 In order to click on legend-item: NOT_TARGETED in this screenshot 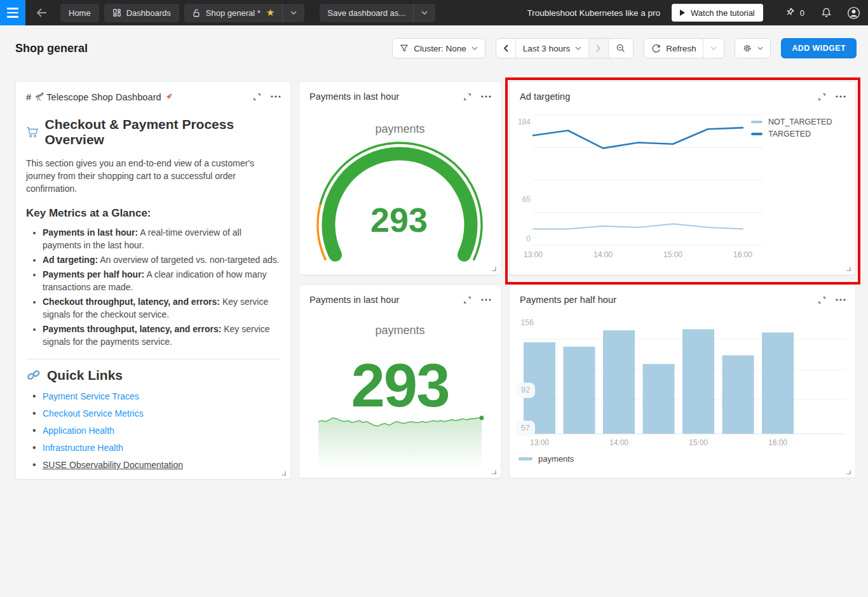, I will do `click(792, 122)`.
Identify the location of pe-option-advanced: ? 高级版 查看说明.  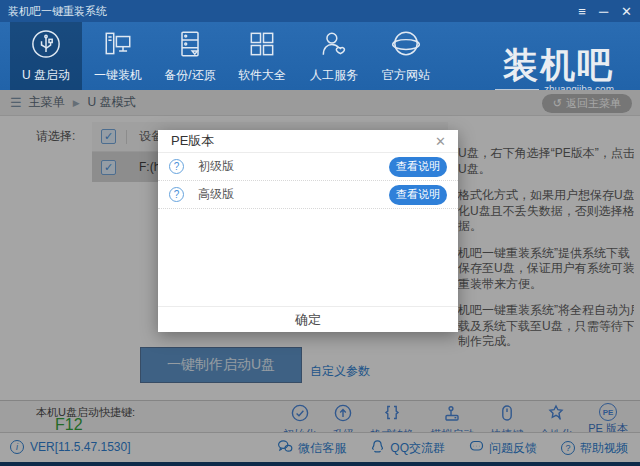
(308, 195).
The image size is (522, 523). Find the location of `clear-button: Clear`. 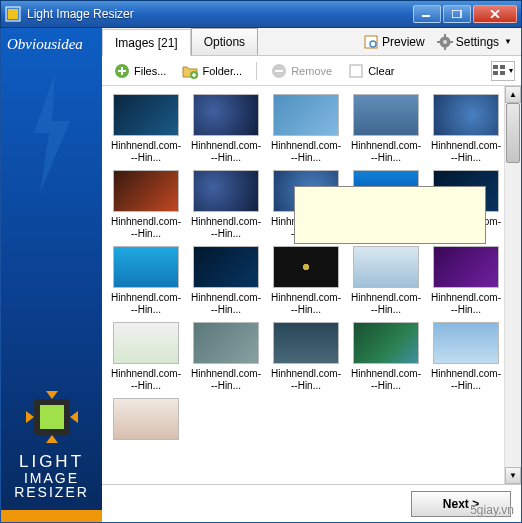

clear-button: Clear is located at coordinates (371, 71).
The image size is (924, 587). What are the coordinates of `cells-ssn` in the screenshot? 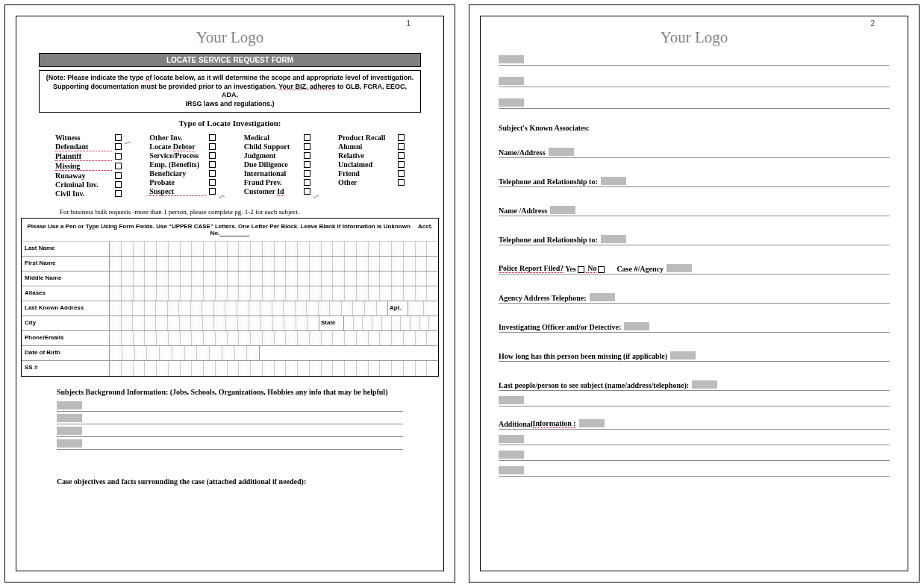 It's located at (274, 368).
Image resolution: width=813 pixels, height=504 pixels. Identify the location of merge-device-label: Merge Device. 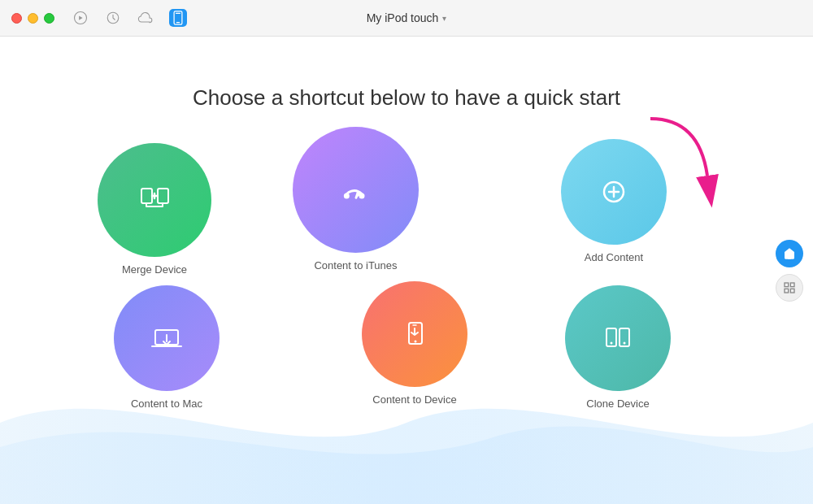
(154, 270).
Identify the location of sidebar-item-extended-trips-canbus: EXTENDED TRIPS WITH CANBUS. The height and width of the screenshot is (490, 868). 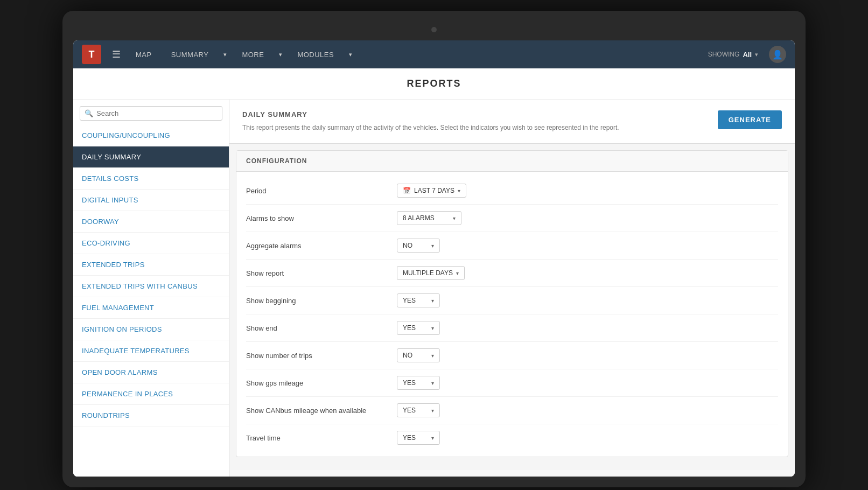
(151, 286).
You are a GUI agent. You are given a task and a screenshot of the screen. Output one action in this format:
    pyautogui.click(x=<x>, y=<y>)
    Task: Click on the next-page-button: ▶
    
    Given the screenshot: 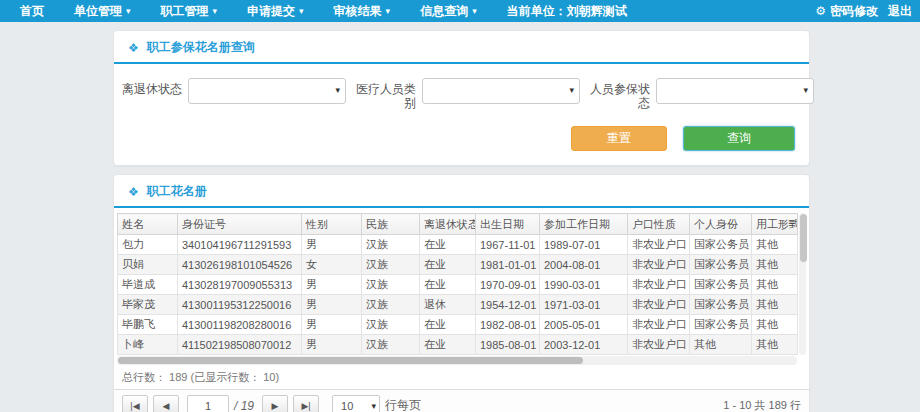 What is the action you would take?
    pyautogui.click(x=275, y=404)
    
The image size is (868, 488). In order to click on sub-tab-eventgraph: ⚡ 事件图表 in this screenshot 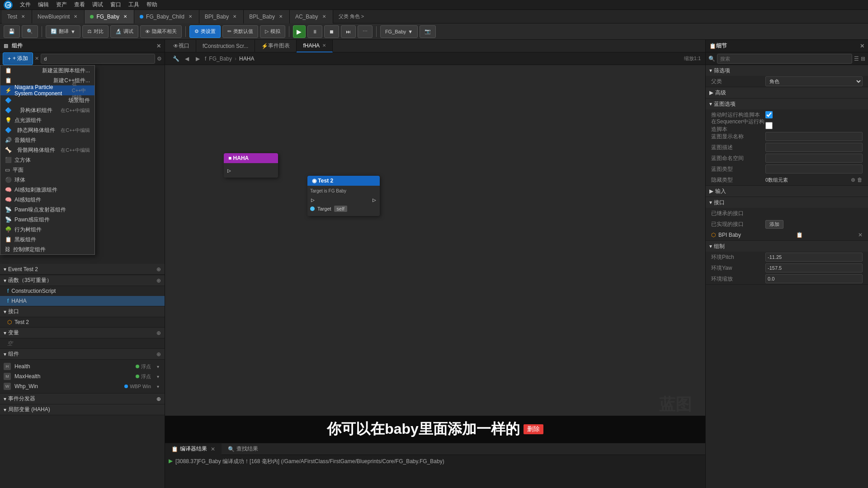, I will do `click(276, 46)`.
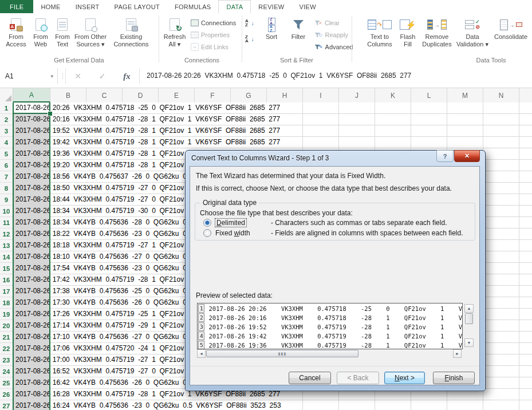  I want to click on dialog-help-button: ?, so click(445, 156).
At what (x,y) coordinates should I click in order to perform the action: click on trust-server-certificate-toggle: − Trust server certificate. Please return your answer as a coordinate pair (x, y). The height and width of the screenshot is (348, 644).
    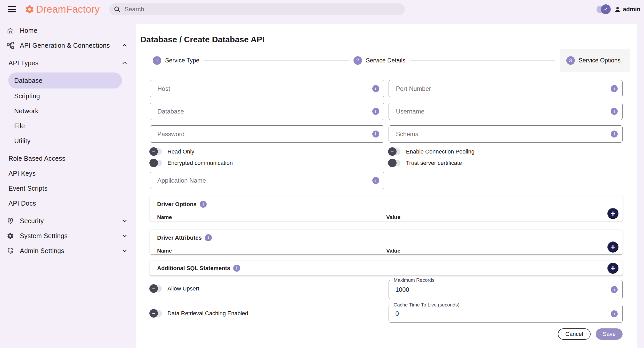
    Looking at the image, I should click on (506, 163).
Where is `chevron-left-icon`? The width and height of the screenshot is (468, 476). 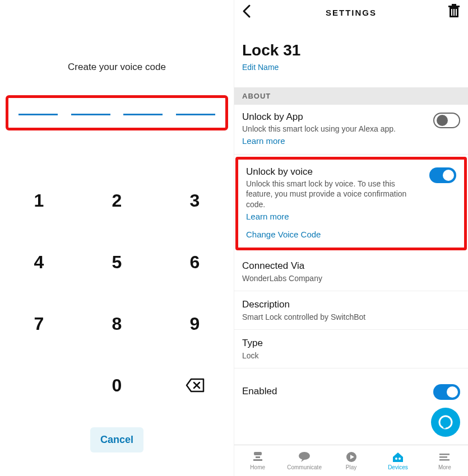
☆ ☆ ☆ ☆ ☆ ☆ ☆
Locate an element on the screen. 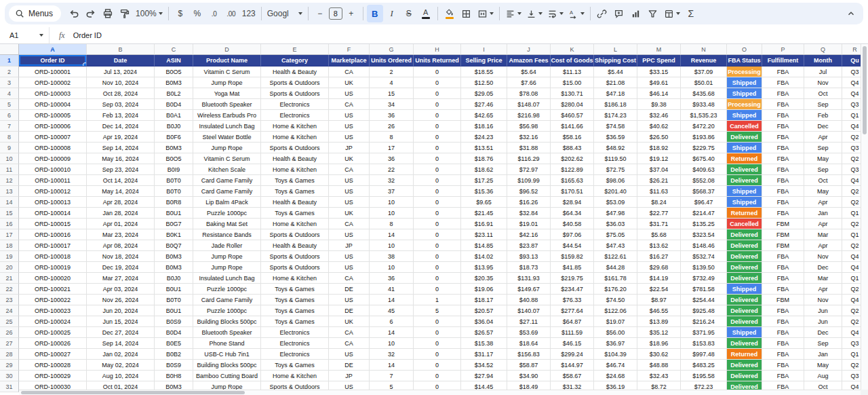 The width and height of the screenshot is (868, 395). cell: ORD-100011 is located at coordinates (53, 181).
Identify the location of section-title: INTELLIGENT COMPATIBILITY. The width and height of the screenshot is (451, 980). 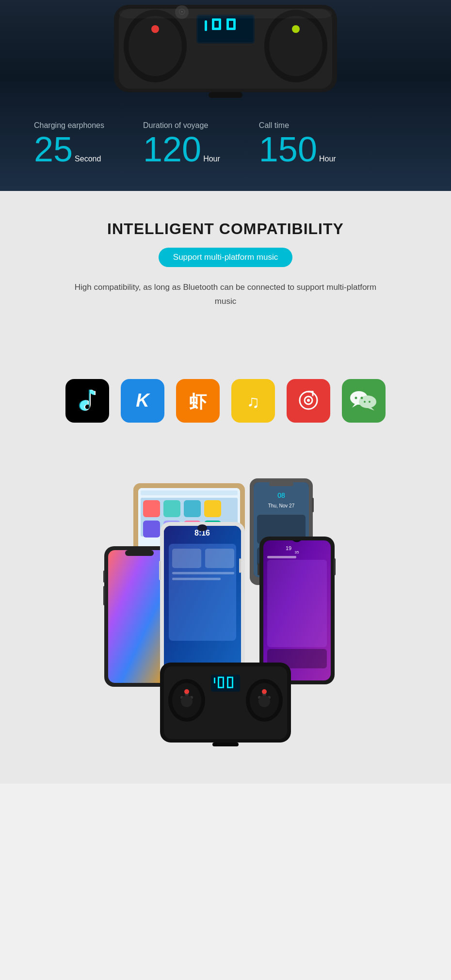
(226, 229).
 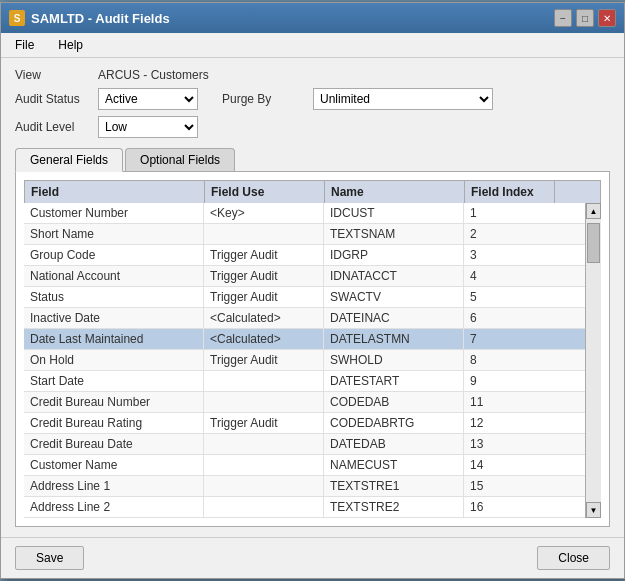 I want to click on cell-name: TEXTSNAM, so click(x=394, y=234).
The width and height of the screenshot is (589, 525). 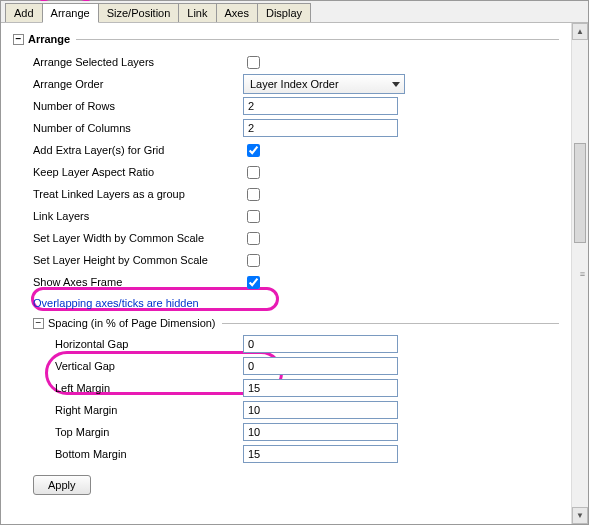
☆ ☆ ☆ ☆ ☆ ☆ ☆
Starting at the line with "Identify the location of section-title: INTELLIGENT" and finishing at the line with "The width and height of the screenshot is (589, 525).", copy the material above exactly, both lines included. Nothing else goes in, and no pictures.

Identify the location of section-title: INTELLIGENT COMPATIBILITY. The width and height of the screenshot is (451, 980). 
(226, 229).
  I want to click on cell-name: TEXTSNAM, so click(x=394, y=234).
The width and height of the screenshot is (589, 525). 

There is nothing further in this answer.